Archive for March, 2020

Test by batches to save tests

Given the severe shortage of covid testing capacity, creative approaches are needed to expand the effective testing capacity. If the population base rate is relatively low, it can be effective to pool samples and test by batches. Doing so would imply substantial rates of false positives since every member of a test batch would be presumptively sick, but this would still allow three major use cases that will be crucial for relaxing quarantine without allowing the epidemic to go critical so long as testing capacity remains finite:

  1. Quickly clear from quarantine every member of a batch with negative results
  2. Ration tests more effectively for individual diagnoses with either no loss or an identifiable loss in precision but at the expense of delay
  3. Use random sampling to creating accurate tracking data with known confidence intervals for the population of the country as a whole or for metropolitan areas

Here is the outline of the algorithm. Assume that one has x people who were exposed to the virus, the virus has an infectiousness rate of 1/x, and you have only one test. Without testing, every one of these x people must quarantine. Under these assumptions, the expected number of actually infected people is 1 out of the x exposed, or more precisely a random draw from a Poisson distribution with a mean of one. This means that 36.8% of the time nobody is infected, 36.8% of the time one person is infected, 18.4% of the time two are infected, and 8% of the time three or more are infected. With only one test, only one individual can be tested and cleared, but if you pool and test them as a batch, over a third of the time you can clear the whole batch.

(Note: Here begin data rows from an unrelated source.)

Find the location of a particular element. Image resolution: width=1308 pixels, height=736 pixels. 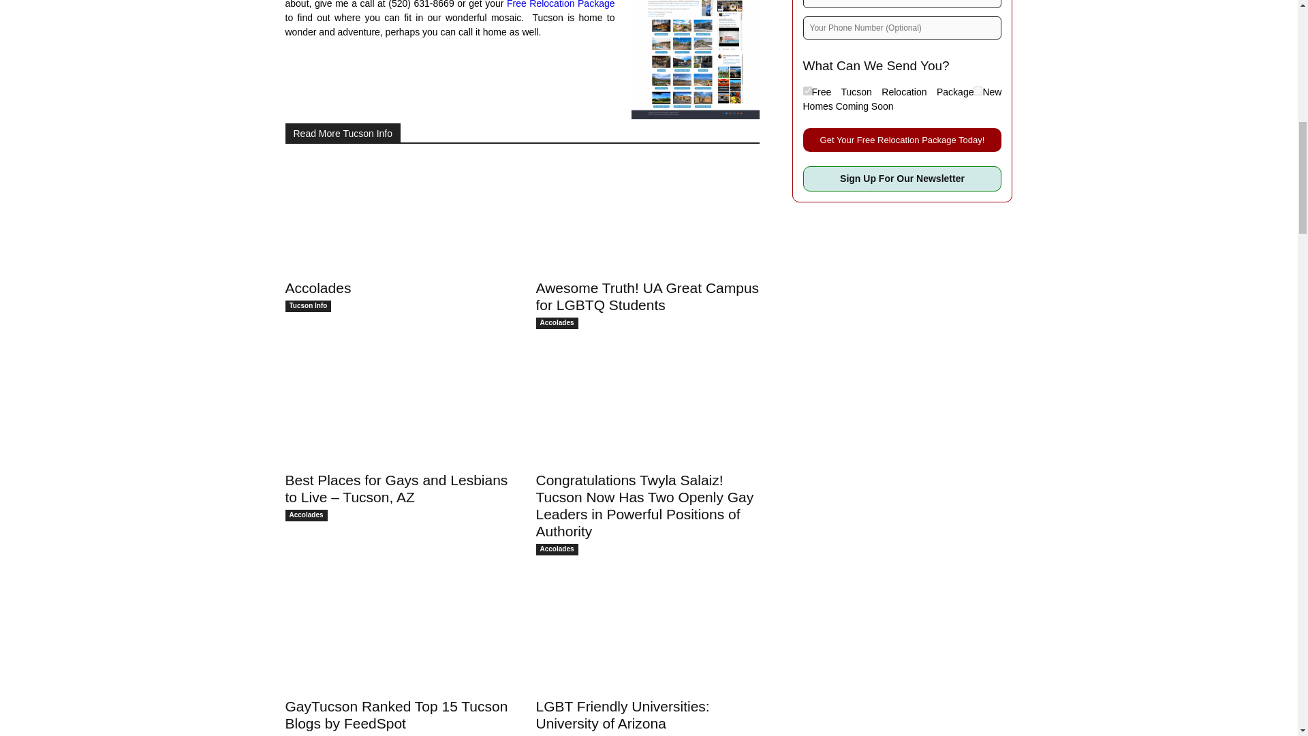

Accolades is located at coordinates (397, 217).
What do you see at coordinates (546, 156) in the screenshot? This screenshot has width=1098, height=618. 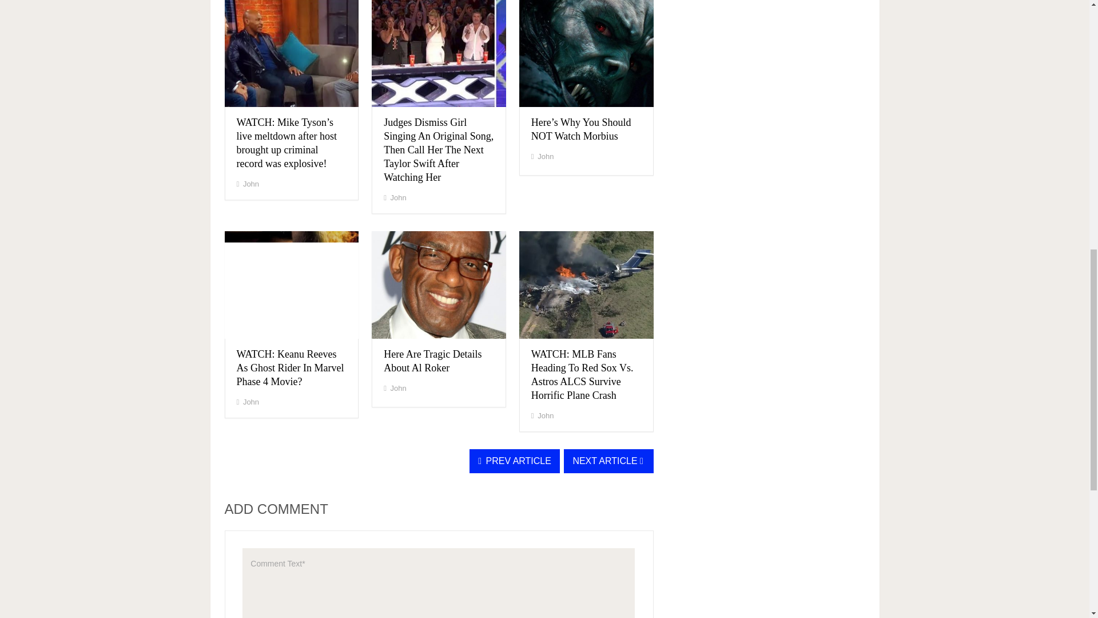 I see `John` at bounding box center [546, 156].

Alternately, suppose that you have two tests available for testing x people with an expected value of one infection. Divide the x exposed people into batch A and B then test each batch. If nobody is infected both batches will clear. If one person is infected, one batch will clear and the other will not. Even if two people are infected, there is a 50% chance they will both be in the same batch and thus the other batch will clear, and if there are three there is a 12.5% chance they are all in the same batch, etc. Thus with only two tests there is a 36.8% chance you can clear both batches and a 47.7% chance you can clear one of the two batches. This is just an illustration based on the assumption that the overall pool has a single expected case. The actual probabilities will vary depending on the population mean. The lower the population mean (or base rate), the larger you can afford to make the size of the test batches and still gain useful information.

This most basic application of testing pooled samples is sufficient to understand the first use case: to clear batches of people immediately. Use cases could be to clear groups of recently arrived international travelers or to weekly test medical personnel or first responders. There would be substantial false positives, but this is still preferable to a situation where we quarantine the entire population. 

Ideally though we want to get individual diagnoses, which implies applying the test iteratively. Return to the previous example but suppose that we have access to (x/2)+2 tests. We use the first two tests to divide the exposed pool into two test batches. There is a 36.7% chance both batches test negative, in which case no further action is necessary and we can save the remaining x/2 test kits. The modal outcome though (47.7%) is that one of the two test batches tests positive. Since we have x/2 test kits remaining and x/2 people in the positive batch, we can now test each person in the positive batch individually and meanwhile release everyone in the negative batch from quarantine. 

There is also a 15.5% chance that both batches test positive, in which case the remaining x/2 test kits will prove inadequate, but if we are repeating this procedure often enough we can borrow kits from the ⅓ of cases where both batches test negative. Thus with testing capacity of approximately ½ the size of the suspected population to be tested, we can test the entire suspected population. A batch test / individual test protocol will slow down testing as some people will need to be tested twice (though their samples only collected once) but allow us to greatly economize on testing capacity.

Finally, we can use pooled batches to monitor population level infection rates as an indication of when we can ratchet up or ratchet down social distancing without diverting too many tests from clinical or customs applications. Each batch will either test positive or negative and so the survey will only show whether at least one person in the batch was positive, but not how many.

For instance, suppose one collects a thousand nasal swabs from a particular city and divides them into a hundred batches of ten each and then finds that only two of these hundred batches test positive. This is equivalent to 98% rate of batches having exactly zero infected test subjects. Even though the test batch data are dichotomous, one can infer the mean of a Poisson just from the number of zeroes and so this corresponds to a population mean of about 2%. Although this sounds equivalent to simply testing individuals, the two numbers can diverge considerably. For instance, if half the batches test positive, this implies a population base rate of 70%. 

[Update]

On Twitter, Rich Davis notes that large batches risk increasing false negatives. This is a crucial empirical question. I lack the bench science knowledge to provide estimates but experts would need to provide empirical estimates before this system were implemented.